Acquirers only want the family silver, not the dross.
You can display your yacht in a way that you can't show off your house or hotel suite, because there is always the option of weighing anchor and taking it into the middle of the ocean where you don't have to socialise with anybody except the glitterati. Superyacht owners are always dropping in on each other as they criss-cross the seas, to compare not just their vessels but also their guest lists. When the Monaco Yacht Show started in 1991 there were just 1,147 superyachts (that is, yachts longer than 30 metres) in the global superyacht fleet. Today there are 4,473, with another 473 under construction.
To make or to buy is perhaps the most basic question in business.
It is hard to when bubbles will pop, in particular when they are nested within each other predict.
Politician + pump prices + poll = panic.
America's dynamic economy creates and destroys around 5m jobs each month.
Returns on rare coins over ten years to the end of 2016 were 195 %, easily beating art (139 %), stamps (133 %), furniture (–31 %) and the S&P 500 index (58 %). Coins are more portable than paintings or furniture, and boast a higher value-to-volume ratio. Stamps may be lighter, but, come doomsday, cannot be melted down. Today, global sales of rare coins are estimated at $5bn–8bn a year, with 85 % of the market in America.
An authoritarian government can provide certainty, at least in the short term. In 1922, when Mussolini took power in Italy, its equity market returned 29 % and its government bonds 18 %, according to Mike Staunton of the London Business School. Hitler's accession in 1933 saw German shares return 14 % and bonds 15 %.

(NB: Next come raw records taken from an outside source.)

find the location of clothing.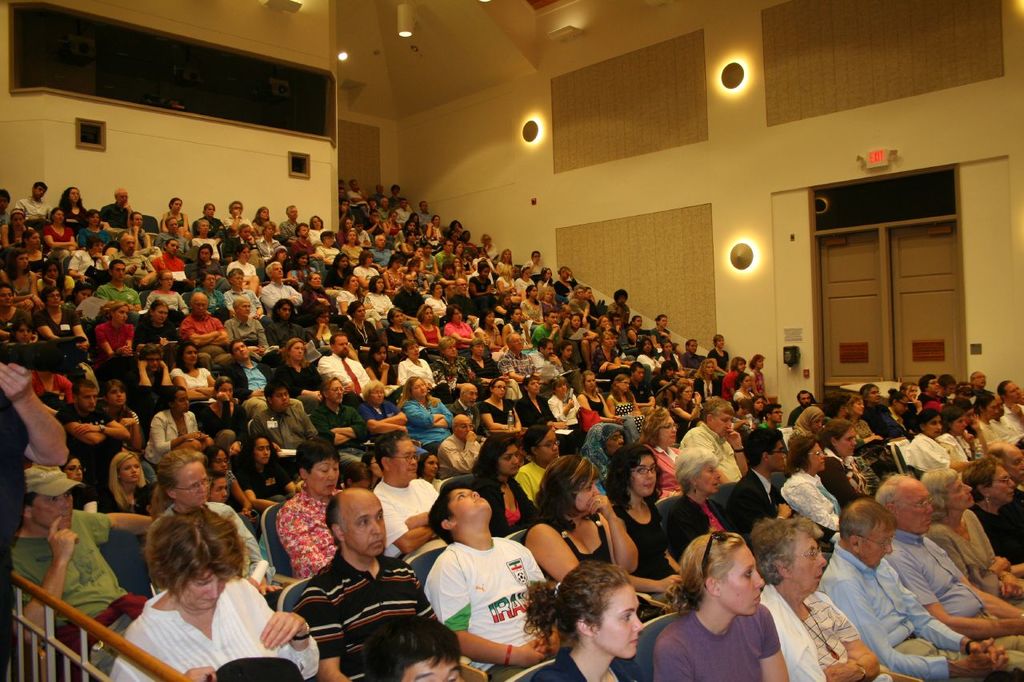
Location: 94, 318, 139, 352.
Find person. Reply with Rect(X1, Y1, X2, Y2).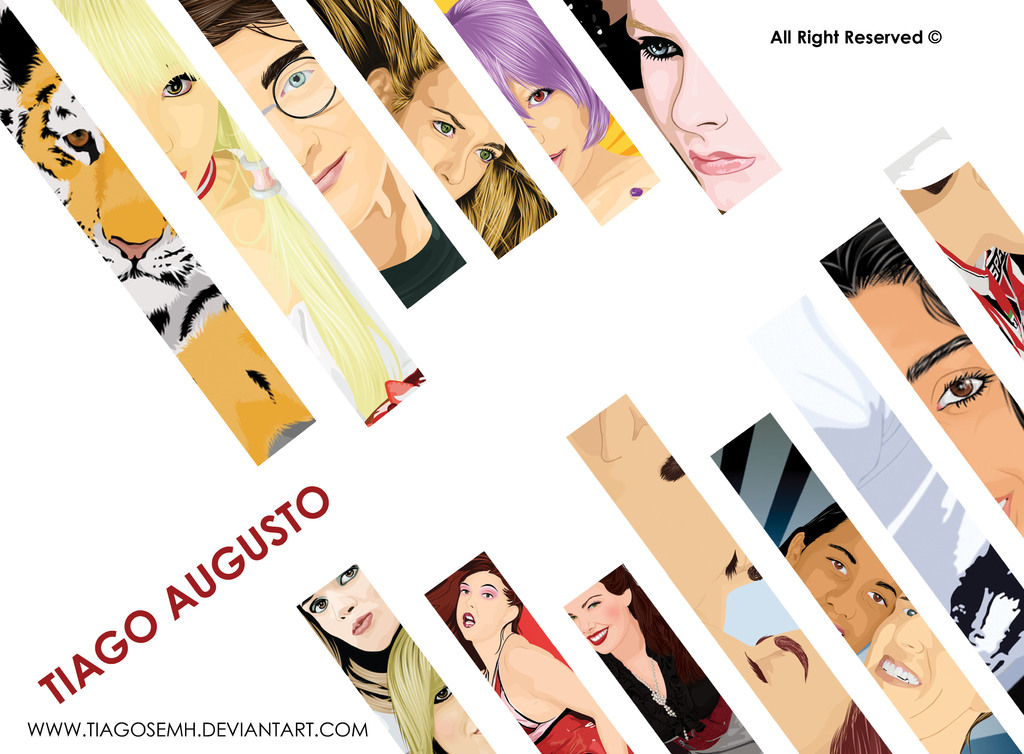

If you want to get rich, goes a Chinese saying, first build a road.
The bond market looks about as intimidating as a chihuahua in a handbag.
One calls him the best possible pilot of the worst possible aircraft.
Notes such as one with a face value of 100 trillion Zimbabwe dollars are worth much more now as a novelty on eBay (where they sell for about $45) than they ever were in shops in Harare.
Like politicians, financial regulators know that late on a Friday is a good time to slip out bad news.
The National Resistance Movement in Uganda bribed voters with hoes, saucepans, seeds, sugar and salt.